Now, RIM's Blackberry Bold is having problems. The production process was held up by testing errors, and the thing gets hotter than an old laptop battery.

This happens a lot in consumer goods, a la Mercedes and Palm: a product gets popular, models are rushed to market, and quality takes a nose dive.

Please go back to making cheap phones that are best suited as freebies for signing up with providers. The iPhone is the new king; you're just a wannabe serf.

Sunday, February 22, 2009

What Not to Sell in a Recession

Ralph's has high hopes, apparently.

Wednesday, February 18, 2009

The Sound of (Expensive) Silence

This is important, people.

Fantastic and necessary sites such as Pandora, SoMa FM and others are in dire peril of being shut down due to those greedy bastards at the RIAA and other music industry "advocates" (read: thugs). Instead of finding a reasonable way for small internet broadcasters to pay for broadcasting songs, these modern-day protection gangsters are trying to make them pay through the nose.

Bandwidth ain't cheap, and those costs alone can close down some smaller stations. But asking for 0.19 cents per song per listener is piracy on the airwaves. Thousands of listeners can shut it all down; millions will make it go away forever. Why should terrestrial, big-ticket, commercial radio stations be the only ones to play music, and bad music at that? The best music is being made available via small 'net broadcasters who care about their listeners and won't change formats to make a dollar, betraying their audience in the process.

We could get into a discussion on the statute of limitations for copyrights, et al, but I shan't. Read the clear article from The New York Times and see what the fuss is about.

Thursday, February 12, 2009

So True

I'll just link to this gem from The Onion, since it's so freakin' funny, but no photo. It creeps me out.

Monkeys in Pants

Today is a perfect time to reflect on the discoveries of Charles Darwin: it's his birthday.

Darwin changed the world by realizing that the gradual slope of natural selection is the process through which all things furry, scaly and otherwise adapt and grow… or whither and die. Magic thinking or “intelligent design” is out of the question: it is not science, and it is not true.

Sadly, as with those who think net neutrality is bad, the idea of some Pink Unicorn Designer is not only still alive, it is spreading. Wired has taken the high road and published two important articles so that this issue does not get swept away or forgotten: The Crusade Against Evolution and On Darwin’s Birthday, Dover Still Isn’t Over.

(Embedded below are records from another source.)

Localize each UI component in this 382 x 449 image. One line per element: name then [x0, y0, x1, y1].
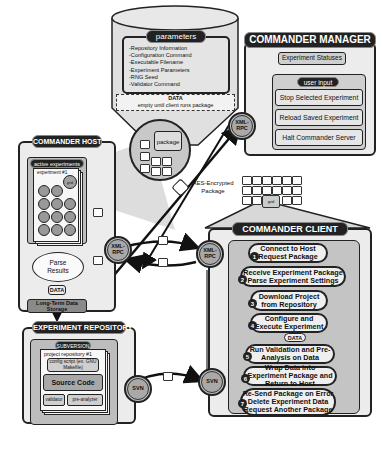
commander-client-title: COMMANDER CLIENT: [232, 222, 348, 236]
grid-node-icon: [64, 211, 76, 223]
package-block-icon: [162, 167, 172, 176]
experiment-repository-title: EXPERIMENT REPOSITORY: [32, 321, 126, 334]
data-placeholder: DATA empty until client runs package: [116, 94, 235, 111]
host-data-label: DATA: [50, 287, 64, 293]
package-block-icon: [162, 157, 172, 166]
host-xml-rpc-node: XML-RPC: [104, 236, 132, 264]
grid-machine-icon: [262, 186, 272, 195]
step-7: Re-Send Package on Error Delete Experime…: [240, 388, 336, 416]
step-2: Receive Experiment Package Parse Experim…: [240, 266, 346, 287]
config-script: config script (ex. GNU Makefile): [47, 358, 99, 372]
step-7-label: Re-Send Package on Error Delete Experime…: [242, 390, 334, 414]
param-item: -Experiment Parameters: [129, 67, 192, 74]
package-block-icon: [140, 152, 150, 161]
grid-node-icon: [38, 185, 50, 197]
active-experiments-title: active experiments: [30, 159, 84, 168]
source-code: Source Code: [43, 374, 103, 391]
grid-machine-icon: [282, 196, 292, 205]
stop-selected-experiment-button[interactable]: Stop Selected Experiment: [275, 89, 363, 106]
step-1-number: 1: [250, 252, 259, 261]
parse-results-cloud: Parse Results: [32, 252, 84, 282]
parameters-panel: parameters -Repository Information -Conf…: [122, 36, 230, 94]
step-6-number: 6: [241, 374, 250, 383]
param-item: -Configuration Command: [129, 52, 192, 59]
package-icon: [93, 256, 103, 265]
grid-machine-icon: [242, 176, 252, 185]
package-label: package: [157, 139, 180, 145]
source-code-label: Source Code: [51, 379, 94, 386]
param-item: -Validator Command: [129, 81, 192, 88]
grid-label: grid: [268, 199, 275, 204]
step-1-label: Connect to Host Request Package: [250, 245, 326, 261]
project-repository-label: project repository #1: [44, 351, 92, 357]
grid-machine-icon: [292, 176, 302, 185]
aes-label: AES-Encrypted Package: [188, 180, 238, 195]
client-xml-rpc-node: XML-RPC: [196, 240, 224, 268]
grid-selected-machine: grid: [262, 195, 280, 208]
host-grid-node: grid: [63, 175, 77, 189]
data-note: empty until client runs package: [117, 102, 234, 109]
step-6: Wrap Data into Experiment Package and Re…: [243, 366, 337, 386]
client-svn-node: SVN: [198, 368, 226, 396]
commander-manager-title: COMMANDER MANAGER: [244, 32, 376, 48]
client-svn-label: SVN: [201, 371, 223, 393]
grid-node-icon: [51, 185, 63, 197]
grid-machine-icon: [252, 186, 262, 195]
grid-machine-icon: [282, 176, 292, 185]
grid-node-icon: [51, 198, 63, 210]
step-5: Run Validation and Pre-Analysis on Data: [245, 344, 335, 364]
package-icon: [93, 208, 103, 217]
parse-results-label: Parse Results: [43, 259, 73, 275]
parameters-title: parameters: [146, 30, 206, 43]
validator: validator: [43, 394, 65, 406]
step-5-number: 5: [243, 352, 252, 361]
client-data-label: DATA: [288, 335, 302, 341]
step-4-label: Configure and Execute Experiment: [252, 315, 326, 331]
param-item: -RNG Seed: [129, 74, 192, 81]
step-3-number: 3: [248, 299, 257, 308]
pre-analyzer: pre-analyzer: [67, 394, 103, 406]
grid-node-icon: [64, 224, 76, 236]
client-data-tag: DATA: [284, 333, 306, 342]
step-5-label: Run Validation and Pre-Analysis on Data: [247, 346, 333, 362]
commander-manager: COMMANDER MANAGER Experiment Statuses us…: [244, 42, 376, 156]
config-script-label: config script (ex. GNU Makefile): [50, 359, 97, 370]
package-block-icon: [140, 140, 150, 149]
pre-analyzer-label: pre-analyzer: [72, 397, 97, 402]
param-item: -Executable Filename: [129, 59, 192, 66]
step-6-label: Wrap Data into Experiment Package and Re…: [245, 364, 335, 388]
grid-node-icon: [51, 224, 63, 236]
grid-machine-icon: [242, 196, 252, 205]
step-3: Download Project from Repository: [250, 290, 328, 311]
parameters-list: -Repository Information -Configuration C…: [129, 45, 192, 88]
package-label-box: package: [154, 131, 182, 151]
long-term-storage-label: Long-Term Data Storage: [36, 300, 78, 312]
outgoing-package-icon: [158, 236, 168, 245]
grid-machine-icon: [272, 176, 282, 185]
step-2-label: Receive Experiment Package Parse Experim…: [242, 269, 344, 285]
commander-host-title: COMMANDER HOST: [32, 135, 102, 148]
reload-saved-experiment-button[interactable]: Reload Saved Experiment: [275, 109, 363, 126]
returning-package-icon: [158, 258, 168, 267]
grid-node-icon: [38, 211, 50, 223]
step-3-label: Download Project from Repository: [252, 293, 326, 309]
package-block-icon: [151, 157, 161, 166]
step-1: Connect to Host Request Package: [248, 243, 328, 263]
halt-commander-server-button[interactable]: Halt Commander Server: [275, 129, 363, 146]
grid-machine-icon: [242, 186, 252, 195]
repo-svn-package-icon: [163, 372, 173, 381]
grid-machine-icon: [292, 196, 302, 205]
client-xml-rpc-label: XML-RPC: [199, 243, 221, 265]
grid-machine-icon: [252, 196, 262, 205]
grid-machine-icon: [262, 176, 272, 185]
package-block-icon: [140, 164, 150, 173]
manager-xml-rpc-node: XML-RPC: [228, 112, 256, 140]
grid-machine-icon: [282, 186, 292, 195]
param-item: -Repository Information: [129, 45, 192, 52]
repository-svn-label: SVN: [127, 378, 149, 400]
grid-node-icon: [38, 224, 50, 236]
step-4: Configure and Execute Experiment: [250, 313, 328, 333]
package-block-icon: [151, 167, 161, 176]
long-term-storage: Long-Term Data Storage: [27, 299, 87, 313]
host-xml-rpc-label: XML-RPC: [107, 239, 129, 261]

It is now 2008, and while we would like to believe in a world that is full of smart, open-minded people, it turns out that many of us are still just monkeys in pants. Need more evidence? The Catholic church has brought back indulgences.

Inside, I'm screaming.

Happy Darwin's/Valentine's Day

Monday, February 09, 2009

Welcome to the Middle Ages... Again.

Oh, for the love of... I am absolutely sputtering over this, so just read it. I'll know you've started when I hear your forehead banging on the desk, just like I did.


Sunday, February 08, 2009

My Nickname

Friday, February 06, 2009

The sound of rain on the roof is the perfect nap soundtrack.

Thursday, February 05, 2009

The Dude

I am so happy to be working with HTML and CSS again. It feels real and solid.

Monday, February 02, 2009

heading home. g'night.
Being a recovering cookie addict is not as easy as it might sound. Want.